Isaiah of Trani the younger (13th-14th century, Italy) who is cited regularly in the Shilte Hagiborim to Alfasi, has a definite statement with regard to bowing towards the Ark. It is at the end of Chapter I of Kidushin, where the Talmud speaks of honoring the scroll of the Law. He comments as follows: “We are required to stand up in the presence of the Torah, but not required to bow down to it. It is not found in all the Torah that one must bow even to the Ark.”

Now it is clear from the statement of Isaiah of Trani that to bow before the Ark is not a requirement of the law; but he does not say it is forbidden to do so. In fact, he would not have taken the trouble to make such a clear and inclusive statement if he were not aware that the custom actually existed and he wanted to comment upon it.

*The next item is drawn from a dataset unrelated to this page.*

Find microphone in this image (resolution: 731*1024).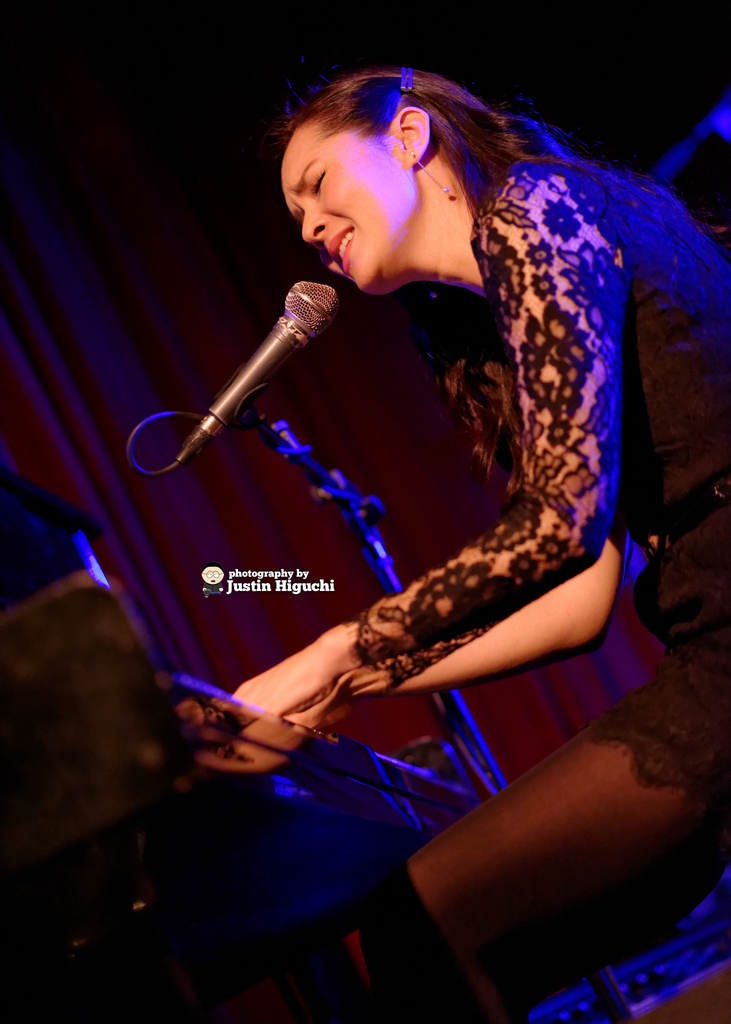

There is some evidence more direct than this negative inference that the custom of bowing toward the Ark was observed. Jacob Moellin, the chief source of our Ashkenazic customs (Mainz, about contemporary with Isaiah of Trani) used to bow before the Ark whenever he left the synagogue (see “Minhagim” in the Laws of Daily Worship). But even more definite is the statement of Joseph Caro. The Tur, upon whom Joseph Caro bases his Shulchan Aruch, merely says ( Orach Chayim 150) that the door of the synagogue must be facing the Ark, i.e., in the opposite wall. If the Ark in our Western countries is on the eastern wall, the door must be on the western wall. Caro repeats this law in his Shulchan Aruch, but adds the following: “In order that one may bow from the door towards the Ark.” In other words, he visualized each worshiper coming in and bowing from the door towards the Ark.

Of course Isaiah of Tram is quite right. There is no requirement in the law to bow before the Ark. Yet it would be natural to do so, and apparently it was done in various places, and it cannot very well be considered forbidden or wrong.

As for the feeling that bowing before the Ark smacks of idolatry, such a feeling was sensed by the commentator Anaf Yosef, to the prayer book. Therefore he is careful to indicate that we are not bowing to those objects; we are bowing to God Who made them holy. In case you do not have the commentary, I will give you the complete statement:

The fact that we bow down toward the holy Ark in which the Torah is, this bowing is not a deification and not for the purpose of worshiping the Ark or the Torah. We are bowing down to the Lord of all, Who placed His holiness upon these objects.

At all events, it is clear that the custom of bowing down was possibly an actual practice seen by the commentator, and he warns against its being understood in an idolatrous fashion.